(Sad post ahead.)

Hopefully, by the time this post goes up, the smoke will have cleared up a little, but as of drawing this: my province is on fire, and the smoke is so thick that we’ve taken to wearing masks outdoors. I haven’t seen the actual sun in days, just a hellish red disc haunting a spoiled-milk sky.

I kept up with them for a while, but it seems like every news outlet is getting on the ‘talking about extreme weather’ bandwagon, and all of my media consumption is choked with articles about climate change and year-long fire seasons and hundreds-of-consecutive-hottest-months-on-record and how we’re all super fucked forever if we don’t act NOW NOW NOW and it’s. It’s. It’s not doing great things to my mental health, you know?

It’d be different if there was something I could do, but the impact of individual people on climate change is so small compared to what needs to happen at the national and global level for things to get back on course. Some days, it feels like it’s all I can do to put on a brave face for Momo while I feel like screaming and crying because systems put in place long before I was born are going to drastically impact my daughter’s future, and I’m trapped in this horrible limbo of arriving what feels like far too late to promise her a good life.

I hate it. I hate seeing her sweet little face with indents and irritation from the rubber straps of the mask. I hate trying to come up with fun, nonthreatening ways to make her wear it when the other kids say she looks funny. I hate thinking that these are her summers now, that catastrophic forest fires are going to be a yearly occurrence. I hate the intrusive thoughts, that I have with extreme guilt, that maybe it would have been better if we never had children, so she would never have to suffer the reckoning I’m terrified is coming, and I wouldn’t need to hurt this badly, so badly I can barely speak sometimes. I hate myself, when I think those thoughts.

I don’t know what to do. I wish I did. I wish I could end this with a call to action, somewhere to donate or someone to vote for or a petition to sign. My only plea is that if you do see something you can do, please act on it. No matter our personal political leanings and how that may align or not, please make healing the planet a priority with me, because literally nothing else matters if we don’t.

(The comic text, of course, comes from the famous Carl Sandburg poem, which I have always found vaguely ominous.)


### Task item
Search the records for the string "Calcium" and return each line that has it.

╭──

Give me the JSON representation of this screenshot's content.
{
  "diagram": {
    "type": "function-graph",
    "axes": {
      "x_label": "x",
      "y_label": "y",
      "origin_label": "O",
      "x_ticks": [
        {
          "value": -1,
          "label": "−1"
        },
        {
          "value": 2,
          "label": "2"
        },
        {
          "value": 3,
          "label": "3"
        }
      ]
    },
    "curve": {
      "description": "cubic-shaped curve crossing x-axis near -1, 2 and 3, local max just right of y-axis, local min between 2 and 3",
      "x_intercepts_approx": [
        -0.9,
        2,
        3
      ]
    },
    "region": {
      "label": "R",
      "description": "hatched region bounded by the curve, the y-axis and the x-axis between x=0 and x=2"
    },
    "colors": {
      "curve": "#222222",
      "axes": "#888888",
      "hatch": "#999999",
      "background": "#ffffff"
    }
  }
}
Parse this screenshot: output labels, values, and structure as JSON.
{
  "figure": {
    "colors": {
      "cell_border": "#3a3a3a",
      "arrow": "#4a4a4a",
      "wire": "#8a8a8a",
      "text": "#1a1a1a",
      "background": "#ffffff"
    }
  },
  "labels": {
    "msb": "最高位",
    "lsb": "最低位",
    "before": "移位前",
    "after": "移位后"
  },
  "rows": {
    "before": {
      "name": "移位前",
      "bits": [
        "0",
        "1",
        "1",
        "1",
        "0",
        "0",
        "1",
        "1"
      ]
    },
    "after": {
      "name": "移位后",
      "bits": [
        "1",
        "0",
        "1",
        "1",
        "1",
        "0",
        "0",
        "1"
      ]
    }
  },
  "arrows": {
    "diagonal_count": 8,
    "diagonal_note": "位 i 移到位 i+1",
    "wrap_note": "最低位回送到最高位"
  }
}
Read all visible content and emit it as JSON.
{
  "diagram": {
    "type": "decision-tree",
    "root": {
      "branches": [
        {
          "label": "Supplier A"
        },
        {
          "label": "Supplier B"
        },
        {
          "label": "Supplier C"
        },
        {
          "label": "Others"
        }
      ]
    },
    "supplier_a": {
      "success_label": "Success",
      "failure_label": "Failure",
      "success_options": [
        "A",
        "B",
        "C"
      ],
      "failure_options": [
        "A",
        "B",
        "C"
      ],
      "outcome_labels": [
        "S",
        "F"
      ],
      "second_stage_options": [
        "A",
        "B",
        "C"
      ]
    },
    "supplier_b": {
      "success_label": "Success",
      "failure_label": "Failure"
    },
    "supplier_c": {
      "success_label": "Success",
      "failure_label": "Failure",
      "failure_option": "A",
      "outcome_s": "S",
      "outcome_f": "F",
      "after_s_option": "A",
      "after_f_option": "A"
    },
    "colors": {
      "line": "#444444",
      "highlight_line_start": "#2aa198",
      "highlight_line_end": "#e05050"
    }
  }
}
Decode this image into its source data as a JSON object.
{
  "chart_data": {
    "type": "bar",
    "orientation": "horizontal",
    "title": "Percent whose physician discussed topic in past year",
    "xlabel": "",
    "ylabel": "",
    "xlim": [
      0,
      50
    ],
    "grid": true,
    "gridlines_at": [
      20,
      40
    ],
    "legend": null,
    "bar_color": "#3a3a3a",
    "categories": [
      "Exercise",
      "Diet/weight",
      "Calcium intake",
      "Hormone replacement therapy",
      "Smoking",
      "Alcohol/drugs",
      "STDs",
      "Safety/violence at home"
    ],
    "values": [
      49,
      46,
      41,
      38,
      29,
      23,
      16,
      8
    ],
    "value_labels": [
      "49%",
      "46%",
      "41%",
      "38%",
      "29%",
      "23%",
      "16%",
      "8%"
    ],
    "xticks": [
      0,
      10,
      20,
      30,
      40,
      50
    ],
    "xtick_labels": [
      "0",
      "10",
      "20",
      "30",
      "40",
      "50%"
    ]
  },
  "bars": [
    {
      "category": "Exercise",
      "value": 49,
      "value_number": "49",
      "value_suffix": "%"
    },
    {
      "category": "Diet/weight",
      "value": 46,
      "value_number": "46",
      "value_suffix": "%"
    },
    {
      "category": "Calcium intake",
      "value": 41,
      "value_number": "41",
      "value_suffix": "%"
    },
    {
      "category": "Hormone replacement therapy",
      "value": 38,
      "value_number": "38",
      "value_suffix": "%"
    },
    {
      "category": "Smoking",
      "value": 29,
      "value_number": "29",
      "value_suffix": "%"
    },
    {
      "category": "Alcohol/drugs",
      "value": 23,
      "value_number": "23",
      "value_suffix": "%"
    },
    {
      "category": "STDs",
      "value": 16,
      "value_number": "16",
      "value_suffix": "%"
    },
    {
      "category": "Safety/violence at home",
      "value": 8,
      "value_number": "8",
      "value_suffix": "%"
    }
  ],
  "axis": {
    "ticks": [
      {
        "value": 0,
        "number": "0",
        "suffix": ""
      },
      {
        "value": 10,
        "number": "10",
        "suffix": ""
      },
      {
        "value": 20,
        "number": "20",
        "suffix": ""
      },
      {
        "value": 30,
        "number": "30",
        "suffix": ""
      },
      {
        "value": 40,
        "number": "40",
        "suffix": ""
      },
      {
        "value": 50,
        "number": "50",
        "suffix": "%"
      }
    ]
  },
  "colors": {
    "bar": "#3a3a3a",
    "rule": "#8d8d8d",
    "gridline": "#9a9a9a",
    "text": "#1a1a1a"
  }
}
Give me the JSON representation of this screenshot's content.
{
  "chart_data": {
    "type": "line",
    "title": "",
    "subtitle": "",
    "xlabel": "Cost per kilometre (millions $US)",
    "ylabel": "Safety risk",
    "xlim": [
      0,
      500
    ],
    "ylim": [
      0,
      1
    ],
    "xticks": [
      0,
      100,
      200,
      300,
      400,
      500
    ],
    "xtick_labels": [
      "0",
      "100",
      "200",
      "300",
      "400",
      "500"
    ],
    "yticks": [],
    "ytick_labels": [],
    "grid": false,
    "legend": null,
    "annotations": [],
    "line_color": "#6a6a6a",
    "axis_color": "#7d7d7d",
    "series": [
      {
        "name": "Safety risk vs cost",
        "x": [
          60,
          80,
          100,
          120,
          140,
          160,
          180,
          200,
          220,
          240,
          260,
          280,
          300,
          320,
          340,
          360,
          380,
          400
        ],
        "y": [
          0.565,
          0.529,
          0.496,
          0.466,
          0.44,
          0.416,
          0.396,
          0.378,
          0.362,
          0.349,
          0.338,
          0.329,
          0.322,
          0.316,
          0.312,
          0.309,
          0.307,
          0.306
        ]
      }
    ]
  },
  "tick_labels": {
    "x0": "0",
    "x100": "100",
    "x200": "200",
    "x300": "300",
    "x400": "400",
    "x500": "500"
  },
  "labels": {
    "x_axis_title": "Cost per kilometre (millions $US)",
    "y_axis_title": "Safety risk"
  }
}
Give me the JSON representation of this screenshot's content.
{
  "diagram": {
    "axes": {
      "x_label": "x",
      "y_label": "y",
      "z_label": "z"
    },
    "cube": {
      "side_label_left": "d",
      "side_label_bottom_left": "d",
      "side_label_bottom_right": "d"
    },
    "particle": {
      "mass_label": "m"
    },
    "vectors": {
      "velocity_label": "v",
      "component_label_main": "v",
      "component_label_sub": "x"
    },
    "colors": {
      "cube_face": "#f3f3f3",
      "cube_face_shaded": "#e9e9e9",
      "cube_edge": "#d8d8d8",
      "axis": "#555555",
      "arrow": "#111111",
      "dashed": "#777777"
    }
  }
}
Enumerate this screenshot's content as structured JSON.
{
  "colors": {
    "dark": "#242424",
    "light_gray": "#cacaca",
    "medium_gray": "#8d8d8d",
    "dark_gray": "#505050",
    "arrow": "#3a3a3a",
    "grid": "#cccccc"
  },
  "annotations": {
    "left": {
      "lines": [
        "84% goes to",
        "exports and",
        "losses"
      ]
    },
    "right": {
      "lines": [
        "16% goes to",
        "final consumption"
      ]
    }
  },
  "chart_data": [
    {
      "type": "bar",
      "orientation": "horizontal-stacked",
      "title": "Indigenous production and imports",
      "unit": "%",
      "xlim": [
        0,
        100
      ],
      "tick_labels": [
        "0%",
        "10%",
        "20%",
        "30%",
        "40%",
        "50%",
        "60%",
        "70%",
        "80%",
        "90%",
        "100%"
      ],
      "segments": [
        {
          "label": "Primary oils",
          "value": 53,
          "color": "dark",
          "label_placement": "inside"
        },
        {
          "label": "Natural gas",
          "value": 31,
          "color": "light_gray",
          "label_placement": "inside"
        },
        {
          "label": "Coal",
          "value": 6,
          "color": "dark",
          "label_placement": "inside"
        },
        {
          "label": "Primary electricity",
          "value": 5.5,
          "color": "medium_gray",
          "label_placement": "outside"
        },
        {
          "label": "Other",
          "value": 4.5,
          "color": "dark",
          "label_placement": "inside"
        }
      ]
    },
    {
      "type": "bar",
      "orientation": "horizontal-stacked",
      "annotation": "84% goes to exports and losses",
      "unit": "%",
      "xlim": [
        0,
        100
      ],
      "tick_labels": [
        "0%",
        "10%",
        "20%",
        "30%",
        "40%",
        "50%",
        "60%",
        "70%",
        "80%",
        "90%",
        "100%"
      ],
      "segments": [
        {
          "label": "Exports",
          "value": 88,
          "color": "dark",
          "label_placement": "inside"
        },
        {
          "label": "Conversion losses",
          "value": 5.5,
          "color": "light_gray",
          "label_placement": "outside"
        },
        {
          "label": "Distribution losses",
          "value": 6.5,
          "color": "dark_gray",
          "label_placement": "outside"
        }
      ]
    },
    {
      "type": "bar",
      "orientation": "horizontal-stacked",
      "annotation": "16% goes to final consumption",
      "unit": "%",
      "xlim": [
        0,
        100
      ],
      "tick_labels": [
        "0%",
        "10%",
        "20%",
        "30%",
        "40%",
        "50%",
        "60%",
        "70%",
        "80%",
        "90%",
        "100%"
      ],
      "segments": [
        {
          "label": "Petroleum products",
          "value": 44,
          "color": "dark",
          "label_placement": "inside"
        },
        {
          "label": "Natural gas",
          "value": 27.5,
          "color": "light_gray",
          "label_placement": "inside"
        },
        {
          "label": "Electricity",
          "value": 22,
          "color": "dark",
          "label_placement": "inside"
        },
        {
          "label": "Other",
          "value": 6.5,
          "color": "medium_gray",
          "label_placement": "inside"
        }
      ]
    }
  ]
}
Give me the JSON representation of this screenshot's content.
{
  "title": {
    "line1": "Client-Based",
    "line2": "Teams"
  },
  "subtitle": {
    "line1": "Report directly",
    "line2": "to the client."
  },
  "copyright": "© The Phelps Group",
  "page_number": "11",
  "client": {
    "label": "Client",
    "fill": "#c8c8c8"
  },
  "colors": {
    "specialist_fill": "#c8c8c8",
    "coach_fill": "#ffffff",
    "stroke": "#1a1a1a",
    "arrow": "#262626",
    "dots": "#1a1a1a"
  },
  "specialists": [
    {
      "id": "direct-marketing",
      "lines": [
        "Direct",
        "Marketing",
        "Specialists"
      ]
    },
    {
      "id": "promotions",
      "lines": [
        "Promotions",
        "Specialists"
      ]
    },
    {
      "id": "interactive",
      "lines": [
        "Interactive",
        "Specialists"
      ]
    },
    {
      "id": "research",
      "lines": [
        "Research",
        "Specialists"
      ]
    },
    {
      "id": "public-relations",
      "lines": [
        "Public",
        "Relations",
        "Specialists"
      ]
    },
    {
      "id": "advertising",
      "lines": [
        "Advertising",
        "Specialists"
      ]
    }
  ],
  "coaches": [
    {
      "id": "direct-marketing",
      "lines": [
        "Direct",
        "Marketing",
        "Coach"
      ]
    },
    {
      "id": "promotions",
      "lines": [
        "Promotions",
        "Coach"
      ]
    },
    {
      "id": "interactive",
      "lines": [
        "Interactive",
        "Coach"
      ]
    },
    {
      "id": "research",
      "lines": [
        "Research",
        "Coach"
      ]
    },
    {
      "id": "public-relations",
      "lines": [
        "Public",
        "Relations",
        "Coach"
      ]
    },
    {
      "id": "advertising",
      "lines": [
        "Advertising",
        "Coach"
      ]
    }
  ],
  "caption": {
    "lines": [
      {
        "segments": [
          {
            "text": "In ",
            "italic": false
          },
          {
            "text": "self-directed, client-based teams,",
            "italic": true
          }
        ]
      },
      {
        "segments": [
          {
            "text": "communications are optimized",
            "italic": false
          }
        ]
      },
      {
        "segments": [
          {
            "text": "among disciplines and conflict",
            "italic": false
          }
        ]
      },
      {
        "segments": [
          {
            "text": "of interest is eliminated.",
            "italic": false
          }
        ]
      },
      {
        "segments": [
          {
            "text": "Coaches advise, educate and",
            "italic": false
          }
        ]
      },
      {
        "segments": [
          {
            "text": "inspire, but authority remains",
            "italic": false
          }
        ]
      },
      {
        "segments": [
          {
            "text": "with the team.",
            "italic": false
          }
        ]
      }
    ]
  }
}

╰──

### Written solution
      "Calcium intake",
      "category": "Calcium intake",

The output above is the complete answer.